Pin control mappings for DT

Stephen Warren swarren at nvidia.com
Thu Dec 1 05:16:24 EST 2011


Tony Lindgren wrote at Tuesday, November 29, 2011 1:00 PM:
> * Stephen Warren <swarren at nvidia.com> [111129 09:27]:
> > Tony Lindgren wrote at Tuesday, November 29, 2011 10:43 AM:
> > > * Linus Walleij <linus.walleij at linaro.org> [111128 23:07]:
> > > > Greetings,
> > > >
> > > > can we have some initial idea about DT support for pin control
> > > > devices and how these will look? Since pin control seems to be
> > > > a cruicial piece for people to get board data out of their kernels
> > > > we'd better have a common understanding.
> > ...
> > > > 2) Board pin group definitions, saying "these three pins
> > > >   belong to the group "i2c0-pins"
> > >
> > > These should be there for each driver, just like the interrupts:
> > >
> > > 	uart3: serial at 48020000 {
> > > 		compatible = "ti,8250";
> > > 		reg = <0x48020000 0x100>;
> > > 		reg-shift = <2>;
> > > 		interrupts = < 106 >;
> > > 		pins = "uart3_rx_irrx.uart3_rx_irrx",
> > > 			"uart3_tx_irtx.uart3_tx_irtx";
> > > 	};
> >
> > I don't agree here. I think that pinmux data is more strongly related
> > to the pinmux controller HW than the HW blocks that have their signals
> > affected by the pinmux.
> 
> I don't think so. The pinmux controller needs to know the available functions.
> But the functions selected for each driver are board/machine specific.

That's certainly true.

However, in my opinion just because the actual usage of the pinmux is
board-/machine-specific, that doesn't determine whether the description
of that usage has to be stored in the DT node of the devices that are
affected by the pinmux, or in some centralized table.

> We already have many alternative pins on the same package at least for
> omaps. It's up to the board designed to select which pins to use.
> And the pinmux controller has no way of knowing the routing. And mapping
> all the combinations in the pinmux driver is just not scalable.
>
> > I'd rather see a centralized pinmux table listing all the pinmux settings
> > that the board should use. Either the table should include references to
> > other nodes that use each setting, or the other nodes should refer to the
> > table in the pinmux node and this indicate which settings they should use.
> 
> Are you talking about static tables in the kernel? We already have something
> like this, and it just does not scale. We end up with huge amounts of static
> data in the kernel that needs to be patched constantly for drivers and PM..
> 
> The goal is to boot the same kernel on various SoC/board/machine variants,
> we don't want to edit a board/machine specific table in the kernel for
> each variant.
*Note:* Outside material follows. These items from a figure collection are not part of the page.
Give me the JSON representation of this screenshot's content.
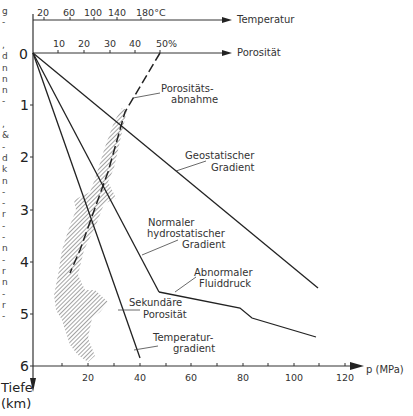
{
  "chart_data": {
    "type": "line",
    "title": "",
    "xlabel": "p (MPa)",
    "ylabel": "Tiefe (km)",
    "x_ticks": [
      20,
      40,
      60,
      80,
      100,
      120
    ],
    "y_ticks": [
      0,
      1,
      2,
      3,
      4,
      5,
      6
    ],
    "xlim": [
      0,
      128
    ],
    "ylim": [
      6,
      0
    ],
    "top_axes": [
      {
        "name": "Temperatur",
        "unit": "°C",
        "ticks": [
          "20",
          "60",
          "100",
          "140",
          "180°C"
        ]
      },
      {
        "name": "Porosität",
        "unit": "%",
        "ticks": [
          "10",
          "20",
          "30",
          "40",
          "50%"
        ]
      }
    ],
    "series": [
      {
        "name": "Geostatischer Gradient",
        "points": [
          [
            0,
            0
          ],
          [
            110,
            4.5
          ]
        ]
      },
      {
        "name": "Normaler hydrostatischer Gradient",
        "points": [
          [
            0,
            0
          ],
          [
            48,
            4.6
          ]
        ]
      },
      {
        "name": "Abnormaler Fluiddruck",
        "points": [
          [
            48,
            4.6
          ],
          [
            79,
            4.9
          ],
          [
            84,
            5.1
          ],
          [
            109,
            5.45
          ]
        ]
      },
      {
        "name": "Temperaturgradient",
        "points": [
          [
            0,
            0
          ],
          [
            41,
            5.85
          ]
        ]
      },
      {
        "name": "Porositätsabnahme",
        "style": "dashed",
        "points": [
          [
            50,
            0
          ],
          [
            33,
            1.2
          ],
          [
            23,
            2.3
          ],
          [
            11,
            4.2
          ]
        ]
      },
      {
        "name": "Sekundäre Porosität",
        "style": "hatched-area",
        "depth_range_km": [
          4.3,
          5.9
        ]
      }
    ],
    "annotations": [
      "Porositäts-abnahme",
      "Geostatischer Gradient",
      "Normaler hydrostatischer Gradient",
      "Abnormaler Fluiddruck",
      "Sekundäre Porosität",
      "Temperatur-gradient"
    ]
  },
  "labels": {
    "temp_axis": "Temperatur",
    "por_axis": "Porosität",
    "x_axis": "p (MPa)",
    "y_axis_1": "Tiefe",
    "y_axis_2": "(km)",
    "poro_1": "Porositäts-",
    "poro_2": "abnahme",
    "geo_1": "Geostatischer",
    "geo_2": "Gradient",
    "hyd_1": "Normaler",
    "hyd_2": "hydrostatischer",
    "hyd_3": "Gradient",
    "abn_1": "Abnormaler",
    "abn_2": "Fluiddruck",
    "sek_1": "Sekundäre",
    "sek_2": "Porosität",
    "tmp_1": "Temperatur-",
    "tmp_2": "gradient"
  },
  "ticks": {
    "temp": [
      "20",
      "60",
      "100",
      "140",
      "180°C"
    ],
    "por": [
      "10",
      "20",
      "30",
      "40",
      "50%"
    ],
    "x": [
      "20",
      "40",
      "60",
      "80",
      "100",
      "120"
    ],
    "y": [
      "0",
      "1",
      "2",
      "3",
      "4",
      "5",
      "6"
    ]
  },
  "margin_text": [
    "g",
    "-",
    "",
    ",",
    "d",
    "n",
    "n",
    "n",
    "-",
    "",
    ",",
    "&",
    "-",
    "d",
    "k",
    "n",
    "-",
    "-",
    "r",
    "-",
    "-",
    "n",
    "-",
    "r",
    "n",
    "-",
    "r",
    "-"
  ]
}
Or maybe you have something else in mind that I don't
> understand?

Yes, I think we're talking about slightly different things.

There are two components to the data:

1) The definition of what the pinmux HW can do.

There shouldn't be any combinations here.

This data should simply list for each pin what the valid mux options are.
(or for each pin group if mux registers control n pins at a time as on
Tegra)

This is the equivalent of the data that the pinctrl driver provides to
the pinctrl core in Linux.

If a logical function (8-bit MMC) requires 10 pins to be individually
configured, then that isn't represented at all in this dataset. This is
why I say "no combinations".

Yes, this can be large in itself, but it's linear in the number of pins,
groups, and functions, not exponential in the number of possible
combinations of those pins/groups/functions.

If n packages use the same pinmux HW, but end up routing different subsets
of die pads to actual package pins/balls, I think this dataset should
represent the die, not the package options. (See my other email) This
reduces the number of similar but different datasets (perhaps that's what
you mean when you talked about combinations?)

This data set is what I'd expect some pinctrl drivers to encode internally
using static tables, and perhaps some will parse this out of DT, most
likely using a custom DT binding per pinctrl HW design; perhaps with
consistent/similar base design across SoCs, but unlikely to be parse by
any core pinctrl code.

I mainly say that the DT binding is custom here because the information
needed by the pinctrl driver is pretty custom per SoC. Basic stuff like
a list of pins, functions may be common, but there will likely be many
additional fields for each pin/group/function/... needed by the
individual pinctrl driver.

2) The board-specific configuration for the pinmux.

This only represents the specific usage for a board; it'll say e.g. that
for SD/MMC controller 2, you need pins A=SD2_CMD, F=SD2_CLK, G..N=SD2_DAT.

This should limit the size of the data; there's no need to represent e.g.
all the possible sets of pins that a particular SD/MMC controller could be
mux'd to here, since presumably only a single option is actually valid on
the board.

This is the equivalent of the mapping table handled by the pinctrl core
on Linux.

> > Ignoring this objection, if the pinmux details are kept in each device's
> > own node, the binding needs to be a lot more complex than just listing the
> > set of pins that are used; the following need to be covered:
> >
> > * Alternative configurations e.g. for muxing a single I2C controller on
> > to multiple sets of I2C pins to represent a bus mux.
> 
> Hmm, then you just list the functions in the I2C controller DT entry?
> The above example already passes two pins.

I suppose with a sufficiently flexible mapping, we could distribute the
data that becomes the pinctrl mapping table across each device's own
node.

But when the pinctrl core starts up, it probably won't want to enumerate
the whole device tree looking for nodes that happen to have properties
that look like this distributed pinmux binding. I guess we'd need to
lazily parse each device's DT node when it first calls into pinmux_get().

I wonder what node we'd put the "system hog" entries into. I guess the
pinctrl core can parse the pinctrl device's own node for the same
properties whenever a controller is registered.